If that’s the purpose of life, then work is not a vocation, but something that interferes with the higher good of leisure. If that’s the purpose of life, why have a child, when children are so much trouble—and, after all, what good are they, really? If that’s the purpose of life, why spend it worrying about neighbors? If that’s the purpose of life, what could possibly be the attraction of a religion [AF: or moral theory] that says otherwise?

....We are seeing that infiltration appear most obviously among those who are most openly attached to the European model—namely, America’s social democrats, heavily represented in university faculties and the most fashionable neighborhoods of our great cities. We know from databases such as the General Social Survey that among those who self-identify as liberal or extremely liberal, secularism is close to European levels. Birth rates are close to European levels. Charitable giving is close to European levels. There is every reason to believe that when Americans embrace the European model, they begin to behave like Europeans.

_______________

This is all pretty depressing for people who do not embrace the European model, because it looks like the train has left the station. The European model provides the intellectual framework for the social policies of the triumphant Democratic Party, and it faces no credible opposition from Republican politicians.

...Over the last half century, it can be demonstrated empirically that the new generation of elites have increasingly spent their entire lives in the upper-middle-class bubble, never even having seen a factory floor, let alone worked on one, never having gone to a grocery store and bought the cheap ketchup instead of the expensive ketchup to meet a budget, never having had a boring job where their feet hurt at the end of the day, and never having had a close friend who hadn’t gotten at least 600 on her SAT verbal. There’s nobody to blame for any of this. These are the natural consequences of successful people looking for pleasant places to live and trying to do the best thing for their children.

But the fact remains: It is the elites who are increasingly separated from the America over which they have so much influence. That is not the America that Tocqueville saw. It is not an America that can remain America. _American.com

Murray seems to believe that America's elites will somehow wake up to the fact that the foundations of their most deeply held beliefs are without substance. That will never happen. The existence of echo chambers such as the JournoList is a sign that leftist elites will never admit error or misunderstanding publicly.

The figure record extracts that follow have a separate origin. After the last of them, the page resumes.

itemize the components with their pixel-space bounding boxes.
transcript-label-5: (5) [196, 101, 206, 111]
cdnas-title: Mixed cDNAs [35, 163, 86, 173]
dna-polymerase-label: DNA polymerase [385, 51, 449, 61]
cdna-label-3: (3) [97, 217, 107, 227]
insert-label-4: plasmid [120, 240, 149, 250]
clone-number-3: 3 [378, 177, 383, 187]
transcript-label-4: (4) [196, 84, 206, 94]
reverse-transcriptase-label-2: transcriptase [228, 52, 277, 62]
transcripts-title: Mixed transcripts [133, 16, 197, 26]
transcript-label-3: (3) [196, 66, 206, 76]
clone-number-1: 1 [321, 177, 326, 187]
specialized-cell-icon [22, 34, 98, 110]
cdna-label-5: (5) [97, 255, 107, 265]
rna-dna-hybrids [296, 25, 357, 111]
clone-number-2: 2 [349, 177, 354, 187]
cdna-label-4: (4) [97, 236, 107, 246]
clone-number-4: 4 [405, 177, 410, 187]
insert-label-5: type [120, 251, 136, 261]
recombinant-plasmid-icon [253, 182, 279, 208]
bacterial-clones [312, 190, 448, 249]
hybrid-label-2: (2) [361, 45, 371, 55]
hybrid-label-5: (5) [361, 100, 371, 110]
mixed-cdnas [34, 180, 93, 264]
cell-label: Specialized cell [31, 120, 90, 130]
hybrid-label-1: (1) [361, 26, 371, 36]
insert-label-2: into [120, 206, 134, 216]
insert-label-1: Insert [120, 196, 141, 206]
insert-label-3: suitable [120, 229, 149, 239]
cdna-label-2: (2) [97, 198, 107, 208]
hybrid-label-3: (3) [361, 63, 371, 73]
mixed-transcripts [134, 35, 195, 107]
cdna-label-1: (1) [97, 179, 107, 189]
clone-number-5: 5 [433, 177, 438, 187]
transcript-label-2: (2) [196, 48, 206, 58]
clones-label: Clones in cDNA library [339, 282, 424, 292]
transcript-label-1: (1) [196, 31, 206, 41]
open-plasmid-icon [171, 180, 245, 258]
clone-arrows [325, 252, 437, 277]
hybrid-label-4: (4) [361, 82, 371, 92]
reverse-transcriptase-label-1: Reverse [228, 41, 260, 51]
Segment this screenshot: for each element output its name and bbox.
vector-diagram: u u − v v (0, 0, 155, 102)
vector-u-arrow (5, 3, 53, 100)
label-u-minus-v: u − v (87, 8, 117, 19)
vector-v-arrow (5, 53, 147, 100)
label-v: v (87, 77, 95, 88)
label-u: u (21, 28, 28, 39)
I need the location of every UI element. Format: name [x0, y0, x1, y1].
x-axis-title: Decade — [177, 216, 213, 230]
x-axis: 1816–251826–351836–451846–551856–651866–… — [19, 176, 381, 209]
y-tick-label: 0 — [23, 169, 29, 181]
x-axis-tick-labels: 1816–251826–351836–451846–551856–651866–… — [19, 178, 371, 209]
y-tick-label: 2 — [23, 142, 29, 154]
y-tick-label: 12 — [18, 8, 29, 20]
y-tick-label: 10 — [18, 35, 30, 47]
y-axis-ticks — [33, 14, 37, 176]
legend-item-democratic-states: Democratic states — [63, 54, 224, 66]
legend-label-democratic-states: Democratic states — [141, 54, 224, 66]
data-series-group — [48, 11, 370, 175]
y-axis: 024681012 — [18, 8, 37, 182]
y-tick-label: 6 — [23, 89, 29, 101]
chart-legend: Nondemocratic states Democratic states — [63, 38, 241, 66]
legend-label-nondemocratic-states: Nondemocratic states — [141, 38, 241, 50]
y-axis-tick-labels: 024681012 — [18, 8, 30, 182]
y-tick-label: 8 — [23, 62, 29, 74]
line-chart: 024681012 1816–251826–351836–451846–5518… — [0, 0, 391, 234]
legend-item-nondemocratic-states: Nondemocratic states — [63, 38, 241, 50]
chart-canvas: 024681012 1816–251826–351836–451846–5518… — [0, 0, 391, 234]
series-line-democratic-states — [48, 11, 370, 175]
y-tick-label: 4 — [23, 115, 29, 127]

And America can never be like Europe. Even Europe is finding it harder and harder to be like Europe these days, thanks to a suicidal drop in birth rates and a masochistic immigration policy. Europe's days are numbered by its own "Europe Syndrome" of being about essentially nothing -- like Seinfeld.

America will go broke and experience a painful re-construction along more sustainable lines, before it will approach the lack of relevance of today's Europe. Leftist elites have been wagging the dog for so long they believe it is their right to continue doing so indefinitely. But America cannot afford it much longer. Obama is the dream president for the elitist tail end of America, and he will be the instrument of its demise, as he continues to act out the script (however telepromptered).

Most Americans have not yet discovered how they have been "had" by the pompous idiots who have been telling them how to live, what to think, and who to vote for. When enough Americans finally discover the sad truth, there is no telling what they may do.